Alisande was gazing at the muddle of young people near the causeway. Matt followed her gaze. "Where did they come from?"
"Her victims. Lured to her and bedazzled by pleasures untold. Tales are recounted of the vile degradations she heaped upon them, till they were drained and could no longer please her. Then she turned them to stone statues-monuments to what she no doubt thought of as her 'power of womanhood'." The princess's mouth was tight.
"And now they've come alive again - most of them." Matt frowned at the milling group. "It seems impossible that I could have broken so many spells with only one verse."
"Ah, but you broke the master-spell on her," Sir Guy explained.
"A spell on her?" Matt's eyebrows raised.
"Aye, or so rumor has it." Alisande stood glaring at the sobbing woman. "She was naught but a simple peasant wench once, though of much beauty and charm - and far too much sensuality."
Sir Guy nodded. "She was a lass for all men, though 'tis said she was goodhearted withal. She was a lass for all men, seeking always to give more, until she ceased to have self."

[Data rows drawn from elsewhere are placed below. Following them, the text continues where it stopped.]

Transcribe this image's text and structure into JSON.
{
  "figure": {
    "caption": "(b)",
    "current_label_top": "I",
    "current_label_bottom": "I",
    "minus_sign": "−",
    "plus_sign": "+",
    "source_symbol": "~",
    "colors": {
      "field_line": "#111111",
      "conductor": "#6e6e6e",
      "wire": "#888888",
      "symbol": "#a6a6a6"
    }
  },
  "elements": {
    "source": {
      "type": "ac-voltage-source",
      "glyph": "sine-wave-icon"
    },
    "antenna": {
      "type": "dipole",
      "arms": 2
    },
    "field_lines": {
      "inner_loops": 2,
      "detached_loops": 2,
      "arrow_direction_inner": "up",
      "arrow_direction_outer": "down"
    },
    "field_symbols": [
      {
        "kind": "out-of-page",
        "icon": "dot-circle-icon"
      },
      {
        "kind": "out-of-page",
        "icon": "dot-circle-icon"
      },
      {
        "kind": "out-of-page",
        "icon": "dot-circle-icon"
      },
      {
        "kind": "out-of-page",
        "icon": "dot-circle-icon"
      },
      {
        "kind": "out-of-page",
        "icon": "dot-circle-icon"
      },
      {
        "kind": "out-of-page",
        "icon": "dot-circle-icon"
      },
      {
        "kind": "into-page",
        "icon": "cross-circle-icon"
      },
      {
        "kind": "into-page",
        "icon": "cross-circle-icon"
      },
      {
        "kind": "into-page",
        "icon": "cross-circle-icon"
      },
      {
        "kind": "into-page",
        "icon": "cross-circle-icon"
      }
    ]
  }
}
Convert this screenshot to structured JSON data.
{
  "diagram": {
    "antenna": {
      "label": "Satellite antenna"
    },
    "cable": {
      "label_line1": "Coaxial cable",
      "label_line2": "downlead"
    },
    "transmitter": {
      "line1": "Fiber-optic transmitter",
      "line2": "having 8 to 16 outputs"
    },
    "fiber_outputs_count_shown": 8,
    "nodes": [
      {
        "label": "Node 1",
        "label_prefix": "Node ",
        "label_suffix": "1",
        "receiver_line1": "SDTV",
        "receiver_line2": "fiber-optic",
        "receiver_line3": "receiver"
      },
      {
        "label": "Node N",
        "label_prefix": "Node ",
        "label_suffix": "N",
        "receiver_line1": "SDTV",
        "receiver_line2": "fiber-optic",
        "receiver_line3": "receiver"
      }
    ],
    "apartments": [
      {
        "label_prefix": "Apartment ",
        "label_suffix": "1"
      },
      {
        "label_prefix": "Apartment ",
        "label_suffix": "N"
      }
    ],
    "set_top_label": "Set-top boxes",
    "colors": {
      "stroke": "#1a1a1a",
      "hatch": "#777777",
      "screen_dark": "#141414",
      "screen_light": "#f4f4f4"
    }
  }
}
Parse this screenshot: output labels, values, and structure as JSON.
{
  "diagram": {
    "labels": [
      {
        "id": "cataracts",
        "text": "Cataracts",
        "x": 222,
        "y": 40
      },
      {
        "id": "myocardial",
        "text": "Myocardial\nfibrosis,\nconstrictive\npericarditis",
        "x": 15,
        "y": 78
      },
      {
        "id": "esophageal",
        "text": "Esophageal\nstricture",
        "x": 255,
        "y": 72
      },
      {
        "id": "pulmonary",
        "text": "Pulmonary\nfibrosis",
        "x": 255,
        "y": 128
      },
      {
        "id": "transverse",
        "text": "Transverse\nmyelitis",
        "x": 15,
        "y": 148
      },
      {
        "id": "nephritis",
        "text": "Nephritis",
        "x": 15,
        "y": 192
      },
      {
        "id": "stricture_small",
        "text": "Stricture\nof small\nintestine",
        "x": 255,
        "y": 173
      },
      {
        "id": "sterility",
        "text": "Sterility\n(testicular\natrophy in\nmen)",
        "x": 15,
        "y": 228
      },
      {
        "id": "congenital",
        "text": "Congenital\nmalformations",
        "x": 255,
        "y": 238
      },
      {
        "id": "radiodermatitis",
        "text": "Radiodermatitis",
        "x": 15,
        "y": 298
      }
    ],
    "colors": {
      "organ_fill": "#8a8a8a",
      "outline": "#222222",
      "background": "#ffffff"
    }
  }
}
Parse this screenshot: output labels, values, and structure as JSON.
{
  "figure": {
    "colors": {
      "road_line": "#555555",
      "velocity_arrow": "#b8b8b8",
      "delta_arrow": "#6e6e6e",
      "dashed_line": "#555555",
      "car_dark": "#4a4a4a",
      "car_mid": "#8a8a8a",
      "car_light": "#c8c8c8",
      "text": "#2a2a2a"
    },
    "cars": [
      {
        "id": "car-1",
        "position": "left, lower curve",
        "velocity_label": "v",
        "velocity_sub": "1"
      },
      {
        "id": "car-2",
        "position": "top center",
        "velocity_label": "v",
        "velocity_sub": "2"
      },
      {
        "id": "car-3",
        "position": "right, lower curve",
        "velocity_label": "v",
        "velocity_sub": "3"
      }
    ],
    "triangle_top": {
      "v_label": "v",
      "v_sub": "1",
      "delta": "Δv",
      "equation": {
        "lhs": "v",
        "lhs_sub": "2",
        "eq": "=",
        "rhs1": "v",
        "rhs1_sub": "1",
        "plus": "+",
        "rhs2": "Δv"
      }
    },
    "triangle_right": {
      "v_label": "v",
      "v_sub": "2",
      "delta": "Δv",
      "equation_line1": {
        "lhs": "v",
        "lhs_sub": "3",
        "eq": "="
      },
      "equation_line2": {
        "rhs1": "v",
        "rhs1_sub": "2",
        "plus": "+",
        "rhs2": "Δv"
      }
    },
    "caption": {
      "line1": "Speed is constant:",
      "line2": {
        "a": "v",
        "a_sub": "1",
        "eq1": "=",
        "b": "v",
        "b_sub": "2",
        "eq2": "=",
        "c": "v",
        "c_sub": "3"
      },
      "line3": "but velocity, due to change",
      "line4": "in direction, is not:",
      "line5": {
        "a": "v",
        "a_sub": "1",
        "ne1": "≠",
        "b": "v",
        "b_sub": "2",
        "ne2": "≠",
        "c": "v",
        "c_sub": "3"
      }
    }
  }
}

"You don't mean that promiscuity destroyed her identity, do you?" Matt asked. "Maybe that was her identity."
"The identity goatish men wished for her!" Alisande glared at him. "She tried to be what they wanted, thereby losing what she was. Her sinning gave Evil power over her, so that an ancient, depraved sorcerer could cast a spell to transform her into the lust-witch you met - for his own pleasure, no doubt. He died in flames shortly after, but she still had power over men, and the power to cast the glamours that arise out of desire."
"Then all these illusions and powers - her fairy palace and her servants - were only outgrowths of the sorcerer's spell?"
Sir Guy nodded.
"What about her door guards?"
"Mandrake plants," Alisande said, with a trace of contempt. "Did you not recognize them, Wizard?"